> WORK INSTRUCTIONS: Through to the final line, write out the records below exactly, omitting any images they contain.

*** DATA PROVIDED ***

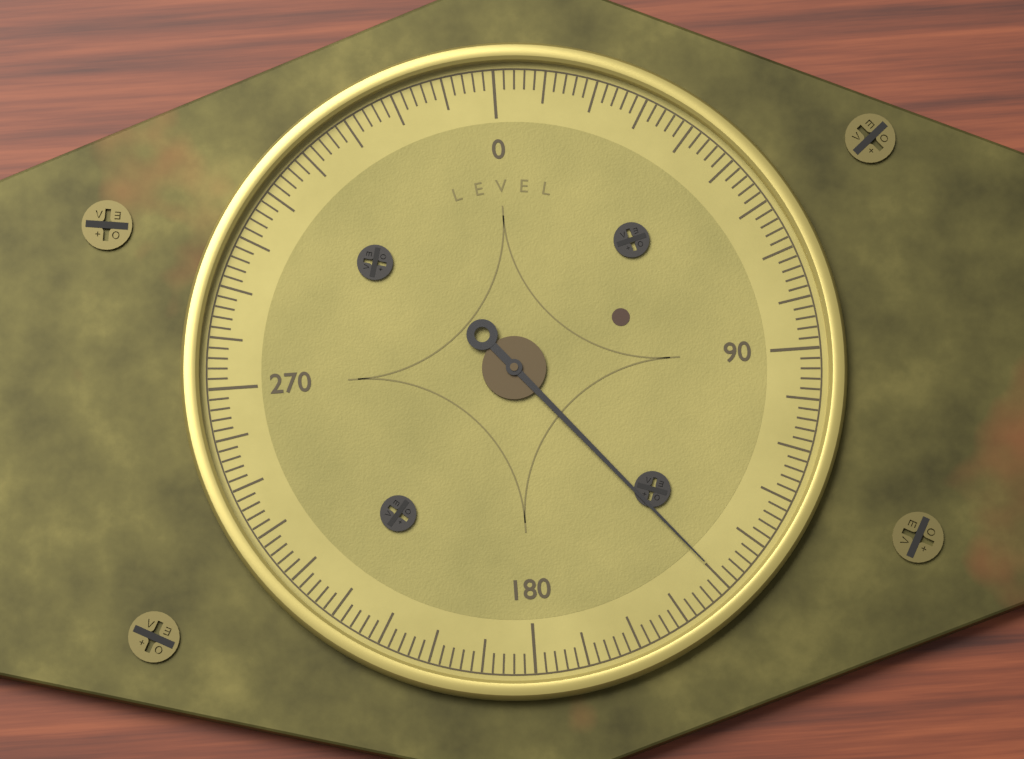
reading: 140 (no unit)
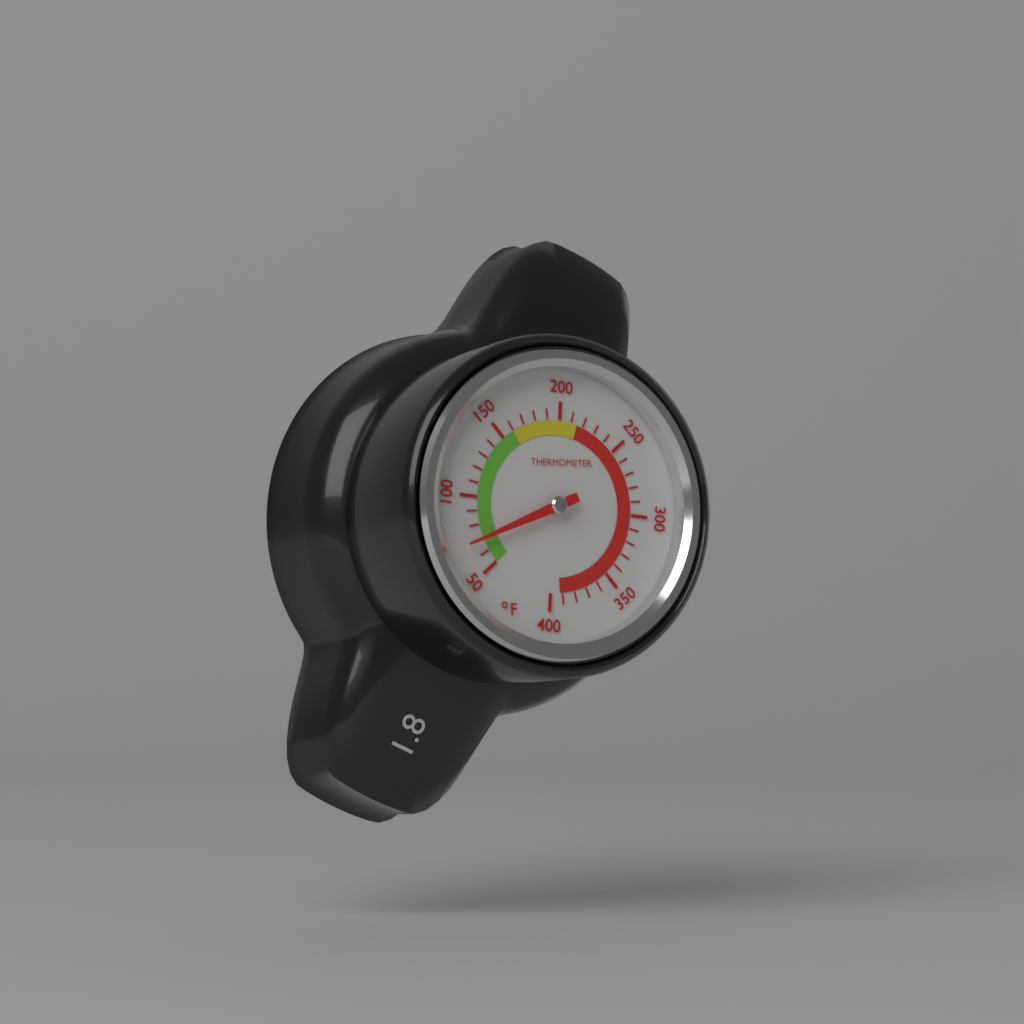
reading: 70 °F
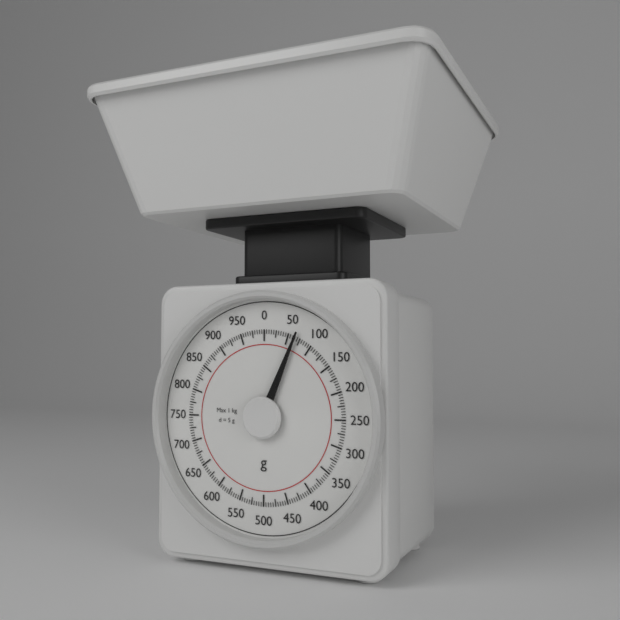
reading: 65 g
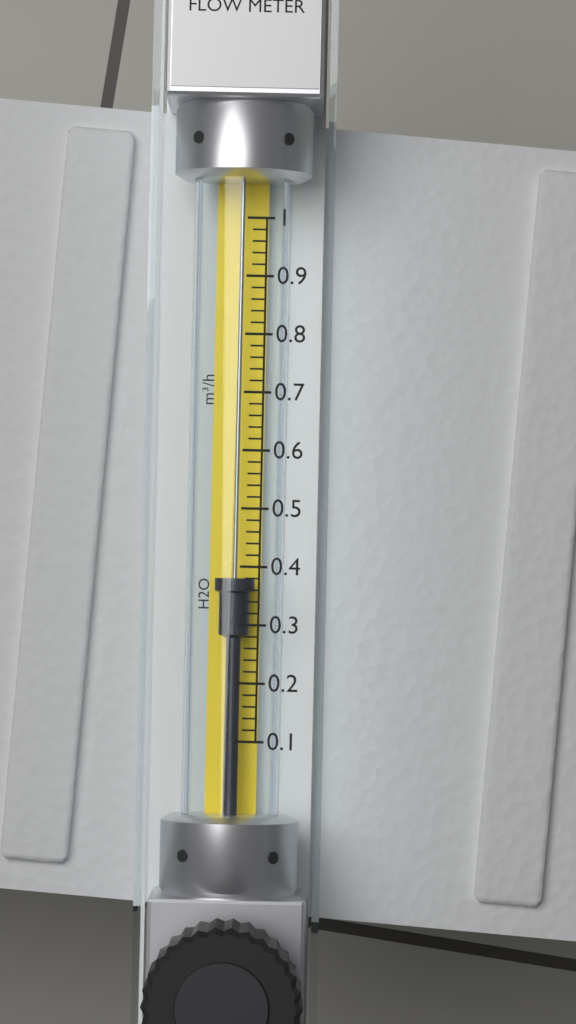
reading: 0.38 m³/h
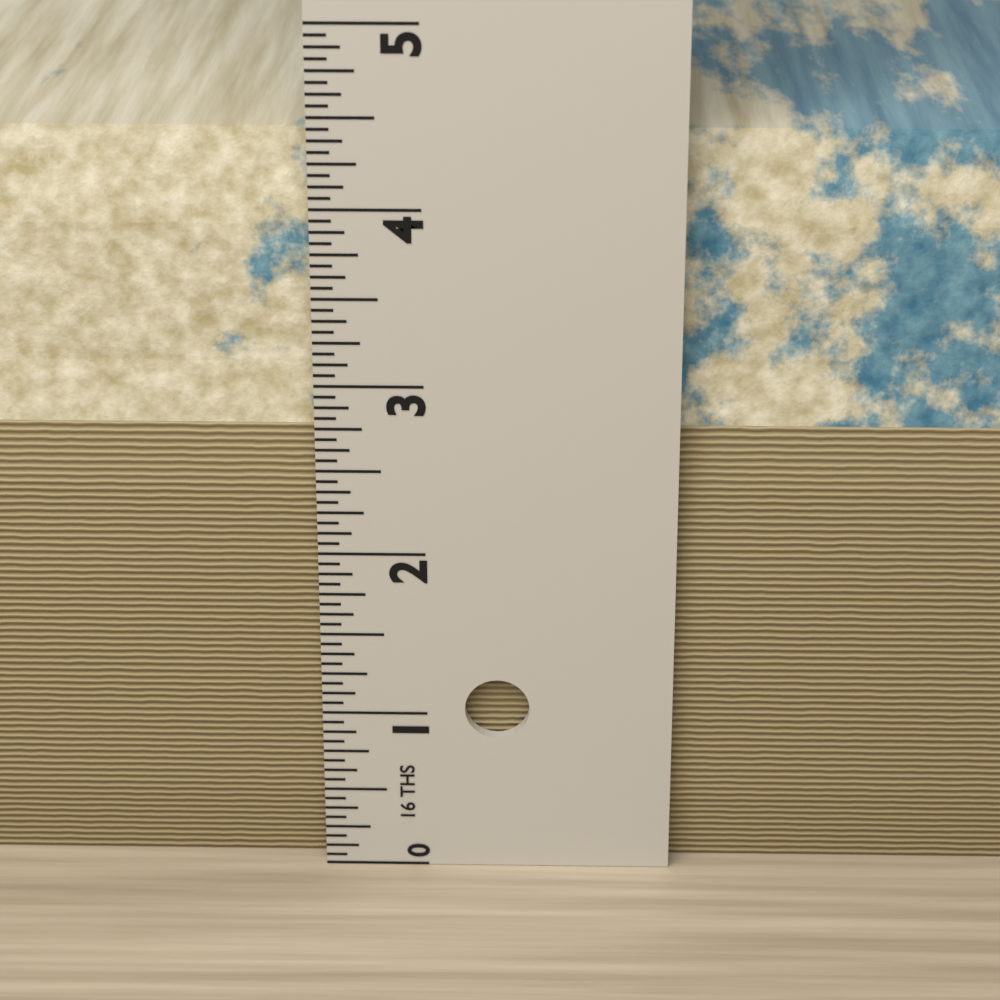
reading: 4.3750 in
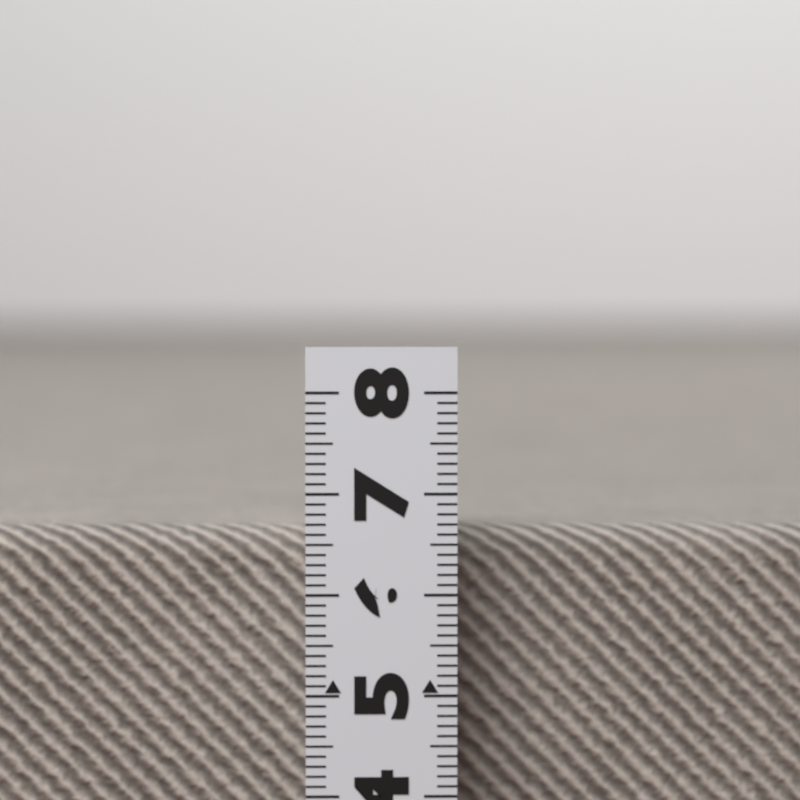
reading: 6.6 (no unit)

*** End of DATA PROVIDED ***

> SOLUTION:
reading: 140 (no unit)
reading: 70 °F
reading: 65 g
reading: 0.38 m³/h
reading: 4.3750 in
reading: 6.6 (no unit)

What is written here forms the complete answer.